Clinical and behavioural assessment

Next to 14 age-matched controls, 33 patients were included in the experiment with the diagnosis of idiopathic PD according to the UK Brain Bank Criteria.64 Measurements were taken from distinct samples. Patients with relevant concomitant neurological diseases were excluded from the study like having signs and symptoms of dementia, past history of stroke or brain surgery. In all patients, the family histories of other neurological and psychiatric diseases were negative. There was also no history of head injury, metabolic diseases, encephalitis and toxin exposure.

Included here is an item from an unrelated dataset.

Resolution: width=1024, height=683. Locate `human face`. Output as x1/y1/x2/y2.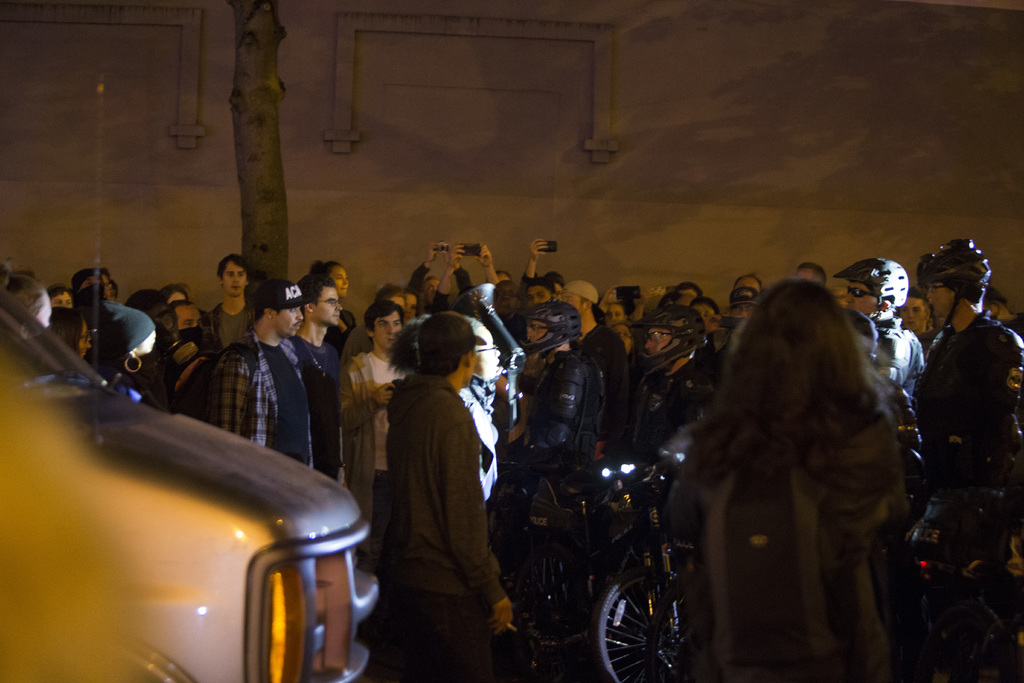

The clinical assessment comprised a video acquisition of the Unified Parkinson’s Disease Rating Scale (UPDRS), part III.65 Patients were measured in two conditions: (i) an OFF condition with a levodopa withdrawal during >12 h and (ii) an ON condition after intake of standardised soluble l-Dopa (200 mg). We performed a dopaminergic withdrawal >36 h in patients with long-lasting dopamine agonists. Next to the UPDRS, disease duration and Hoehn and Yahr stage,66 symptom onset and levodopa equivalent dosage were acquired.67 Furthermore, in all patients handedness was tested using the laterality index.68 Dementia was excluded using the mini mental state examination.69 To assess the psychometric state, we additionally acquired the Beck Depression Inventory, revision [BDI-II70], Barret Impulsiveness Scale 11 [BIS-1171] and the HPS.72

DNA isolation and SNP genotyping

DNA from buccal swabs or buffy coat was isolated using the QIAamp DNA Blood Mini Kit (Cat No. 51106, Qiagen GmbH, Hilden, Germany) according to the manufacturer’s protocol. Concentration and quality of the DNA were assessed with an UV/vis spectrophotometer (ND-1000, Peqlab GmbH, Erlangen, Germany). For SNP genotyping of rs6280 (D3 receptor), 20 ng of DNA was analysed using allelic discrimination assays (TaqMan SNP Genotyping Assays, Applied Biosystems by Thermo Fisher Scientific Inc., Waltham, MA, USA). SNP genotyping for rs1800497 (ANKK1) was performed with 20 ng of DNA in triplicates using allelic discrimination assays (TaqMan SNP Genotyping Assays, Applied Biosystems by Invitrogen). Genotyping polymerase chain reaction (PCR) was performed on a 7900HT Fast Real-Time PCR system (Applied Biosystems) and the data analysed with Sequence Detection Software (SDS) 2.3 (Applied Biosystems). Groups were defined for the D2 receptor according to ANKK1 protein [A1− (wild type): GG; A1+: AG, AA] and for the D3 receptor [B1− (wild type): TT; B1+: TC, CC].

Saccade acquisition

The saccades were acquired when patients were in the UPDRS-OFF state (i.e., >12 h after withdrawal of levodopa; >36 h for patients with long-lasting dopamine agonists). All tests were performed in a specialised oculomotoric lab at the University Hospital Cologne, Neurology. Eye tracking was conducted using a PC [HP Elitedesk 800, Flatron, L1750SQ, Windows XP Professional (2002)]. The experimental room was completely dark during the measurements to protect the patients from external acoustical and visual stimuli. A DLP projector (xd1150 dlp Texas instruments) was fixated on the ceiling at the height of 2.13 m and projected the image to the wall in front of the patients on an area of 1.5 m × 1.12 m, with a projector distance of 2.20 m. This set-up resulted in a display with viewing angles −16 to +16° horizontally and −14 to +14° vertically. The patients were sitting on a chair (height of the seat 45 cm) at a viewing distance of 1.77 m. The head was fixated on a chin rest (adjusted to the individual patient's height for comfort), to avoid head movement artefacts during the acquisition of the saccades (Gerald Kann, Magdeburg, Germany).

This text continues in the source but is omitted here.